Monday, July 14, 2008

Essay: Scale Railroading (Part 1: Space)

If you spend much time around railroad modelers, they tend to talk a lot about scale, and particularly in reference to speed.

Being a physicist, I've put some thought into scaling things, and don't agree with the reasoning for how to derive scale speed. But that is for Part 2: Time.

In this part, I want to cover some basics about pure spacial scaling, and how standard layouts and the real world already agree very poorly.

Length is very important. But how big is a model layout in the realworld? How long would a real North American train be in a scaled layout?

Prototypicality

Train Length

Let's answer the latter question first. In North America, trains are often 100+ cars long, resulting in lengths of around a mile long. Given the most favored modeling scale, HO, which has a 1:87.1 scale factor, 1 mile is a hair under 61 feet long!

This means that a scale model railroad of North American trains needs 60 feet just for a single train!

To put this in perspective, an 8'x4' layout, which is fairly common to find in spare bedrooms, only gives about 20' on an oval track around the edge, which is only about 1/3rd of a mile!

So how does this scale relate to the real world?

The Shopping Mall

Doing even a small real life layout would take a space about the size of a shopping mall. Indeed, let's look at a mall of about average mid-sized town length. Spokane Valley, WA, and Santa Rosa, CA, each serve communities of around 1/4 million, and each have a mall that supports three department stores, and are of a length-wise construction. In each case, if you ran an HO scale layout from the far end of one department store, through the main corridor of shops, and to the far end of the opposite department store, you'd have about 1400ft in which to model. Translate this to miles, and you get very nearly only 24 scale miles of layout! This is smaller than many steam excursion branch railway lines!

Trees Are How Tall?

While this puts a lot into perspective, I do find the most interesting case--and the one that will actually surprise a lot of modellers--to not be a geographic distance, but instead the scale modeling of an evergreen tree.

The Northern California coast is filled with dense redwood forests which were, and still are, logged of their trees. These trees, the tallest in the world, can grow over 300 feet tall and become over 26 feet in diameter, and in the time in which it was logged, it was common to find trees 200 feet tall and 18 feet in diameter.

Thus, if you were modeling a logging railroad, you'd need redwood trees that are nearly 3.5 feet tall whose trunks are made from dowels about 2.5" in diameter! I dare you to build a layout with trees that large and not have all your friends call it absurd.

So how big are those 6" tall model evergreens you probably have on your layout? A measly 44 feet, which is about 1/5 the maximum height of a Pacific Coast Ponderosa Pine tree!

Curves

Lengths are all fine and dandy, but something that modelers tend to pay less attention to is how tight those curves really are. This is compounded by the fact that track manufacturers tend to sell pre-molded curve pieces that are sizes like 15", 18" and 24".

But Just How tight are those curves? To answer that, we must first learn how curves are measured.

Surveying Curves

Railroads survey their curves by using what is called the "degree" of the curve. According to an excellent article by Robers S. McGonigal in TRAINS Magazine, this is done by measuring the change in heading of a piece of curved track that is 100ft in length. Expressed mathematically, one can find that the radius of a curve in feet can be found by dividing 5729 by the degree of a curve.

Furthermore, the article goes on to explain that for a typical mainline, curves are limited to only 1-2 degrees, but that mountainous territory dictates curves of around 5-10 degrees. Furthermore, the limit for a four-axle diesel with rolling stock is about 20 degrees and the locomotive by itself can handle curves up to about 40 degrees.

Scaling Curves Down

So how do these real world curves relate to an HO scale model?

As modelers tend to like the beauty of mountainous scenery, let's start with those 5-10 degree curves. In the real world, these correspond to a curve radius of about 570-1150 feet. Scaled down, these correspond to a relatively giant 79"-158" curve radii!

But if those curves are so tight, how tight are those model curves that the track manufacturers make?

As it turns out, the standard 18" curve is already nearly a 44 degree, 130 scale foot curve, which is already in excess of the maximum for a four-axle engine with out any rolling stock!

So what are the limits? For a 20 degree curve (287ft radius), you do not want to have smaller than a 39.5" curve radius, and for a 40 degree curve (144ft radius), you do not want to have smaller than a 20" curve radius

Indeed, as a rule of thumb, an HO scale modeler can divide 800" by the degree of curve you wish to obtain, and you will obtain a pretty good estimate of the necessary curve radius you need for your model. Equivalently, you can divide 800" by the radius of a curve on your layout and get a fairly good estimate of the curve degree.

Of course, in real life, if you plan on having speed, you'll want to model those curve radiuses of only 1-2 degrees, which correspond to around 1/2-1 mile. But most people don't have the room to construct a prototpyical curve in their layout, as a 30'-60' curve radius is bigger than pretty much any layout.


:: Task objective ::
Within the entries below, find the lines that hold "Years" and report only how many there are.

:: Records shown ::
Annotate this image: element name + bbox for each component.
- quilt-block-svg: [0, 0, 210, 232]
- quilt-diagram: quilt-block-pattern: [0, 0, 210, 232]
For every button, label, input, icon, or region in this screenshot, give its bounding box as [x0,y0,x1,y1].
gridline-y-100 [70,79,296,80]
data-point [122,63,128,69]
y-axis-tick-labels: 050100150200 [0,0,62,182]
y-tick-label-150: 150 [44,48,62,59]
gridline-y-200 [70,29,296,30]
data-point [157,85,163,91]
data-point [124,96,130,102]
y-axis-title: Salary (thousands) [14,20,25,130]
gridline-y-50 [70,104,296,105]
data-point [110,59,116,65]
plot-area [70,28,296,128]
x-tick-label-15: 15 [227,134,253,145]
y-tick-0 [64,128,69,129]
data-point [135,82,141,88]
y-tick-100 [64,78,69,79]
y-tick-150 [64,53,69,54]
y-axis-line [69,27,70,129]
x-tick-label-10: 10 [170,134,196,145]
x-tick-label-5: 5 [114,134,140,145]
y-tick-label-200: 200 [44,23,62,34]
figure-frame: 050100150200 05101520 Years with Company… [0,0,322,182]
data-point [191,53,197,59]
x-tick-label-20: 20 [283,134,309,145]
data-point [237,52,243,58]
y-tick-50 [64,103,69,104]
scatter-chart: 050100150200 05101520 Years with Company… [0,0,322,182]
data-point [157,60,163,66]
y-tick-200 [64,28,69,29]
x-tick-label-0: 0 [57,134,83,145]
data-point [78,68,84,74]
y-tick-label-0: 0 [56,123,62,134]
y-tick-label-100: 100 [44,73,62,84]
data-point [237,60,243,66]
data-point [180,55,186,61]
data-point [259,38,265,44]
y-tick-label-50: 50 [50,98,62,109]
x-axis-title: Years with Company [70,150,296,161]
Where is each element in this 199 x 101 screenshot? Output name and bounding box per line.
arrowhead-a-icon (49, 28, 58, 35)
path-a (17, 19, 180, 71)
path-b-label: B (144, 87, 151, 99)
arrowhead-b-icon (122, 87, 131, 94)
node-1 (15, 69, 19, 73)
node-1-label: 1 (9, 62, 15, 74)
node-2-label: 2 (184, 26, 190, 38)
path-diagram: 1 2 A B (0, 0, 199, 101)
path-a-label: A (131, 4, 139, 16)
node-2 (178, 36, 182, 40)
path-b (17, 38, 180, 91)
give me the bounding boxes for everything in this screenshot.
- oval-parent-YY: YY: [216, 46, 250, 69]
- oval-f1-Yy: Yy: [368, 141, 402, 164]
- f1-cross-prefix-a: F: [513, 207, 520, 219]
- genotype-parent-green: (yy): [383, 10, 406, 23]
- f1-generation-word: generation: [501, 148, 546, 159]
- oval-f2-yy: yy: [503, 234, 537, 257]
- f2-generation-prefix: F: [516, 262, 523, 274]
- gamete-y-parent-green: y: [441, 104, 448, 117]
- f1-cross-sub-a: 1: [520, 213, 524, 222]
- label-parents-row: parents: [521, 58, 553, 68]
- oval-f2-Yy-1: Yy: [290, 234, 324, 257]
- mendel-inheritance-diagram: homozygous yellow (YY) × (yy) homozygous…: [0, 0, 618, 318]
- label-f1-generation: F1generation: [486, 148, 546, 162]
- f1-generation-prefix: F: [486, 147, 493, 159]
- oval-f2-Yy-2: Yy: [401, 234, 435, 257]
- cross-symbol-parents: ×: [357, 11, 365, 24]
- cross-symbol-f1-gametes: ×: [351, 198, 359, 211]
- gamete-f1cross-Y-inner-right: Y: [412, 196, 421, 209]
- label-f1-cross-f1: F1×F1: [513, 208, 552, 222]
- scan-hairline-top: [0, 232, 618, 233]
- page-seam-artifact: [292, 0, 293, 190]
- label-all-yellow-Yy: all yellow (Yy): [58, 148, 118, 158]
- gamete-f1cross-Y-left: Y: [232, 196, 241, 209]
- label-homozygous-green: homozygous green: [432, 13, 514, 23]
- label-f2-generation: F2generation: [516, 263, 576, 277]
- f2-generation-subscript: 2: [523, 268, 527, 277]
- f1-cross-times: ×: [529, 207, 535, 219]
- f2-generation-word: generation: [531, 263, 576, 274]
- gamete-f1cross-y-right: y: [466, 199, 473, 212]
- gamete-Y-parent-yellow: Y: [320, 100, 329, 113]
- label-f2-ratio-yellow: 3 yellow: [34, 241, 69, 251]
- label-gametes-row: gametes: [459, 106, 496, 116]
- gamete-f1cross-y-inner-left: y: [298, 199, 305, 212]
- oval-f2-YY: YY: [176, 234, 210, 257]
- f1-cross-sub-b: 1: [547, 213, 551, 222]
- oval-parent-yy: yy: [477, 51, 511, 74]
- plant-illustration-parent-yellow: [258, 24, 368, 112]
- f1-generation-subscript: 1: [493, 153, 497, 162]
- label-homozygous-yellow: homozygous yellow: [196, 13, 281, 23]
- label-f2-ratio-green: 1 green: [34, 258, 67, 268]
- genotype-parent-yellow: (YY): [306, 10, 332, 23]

:: Task output ::
3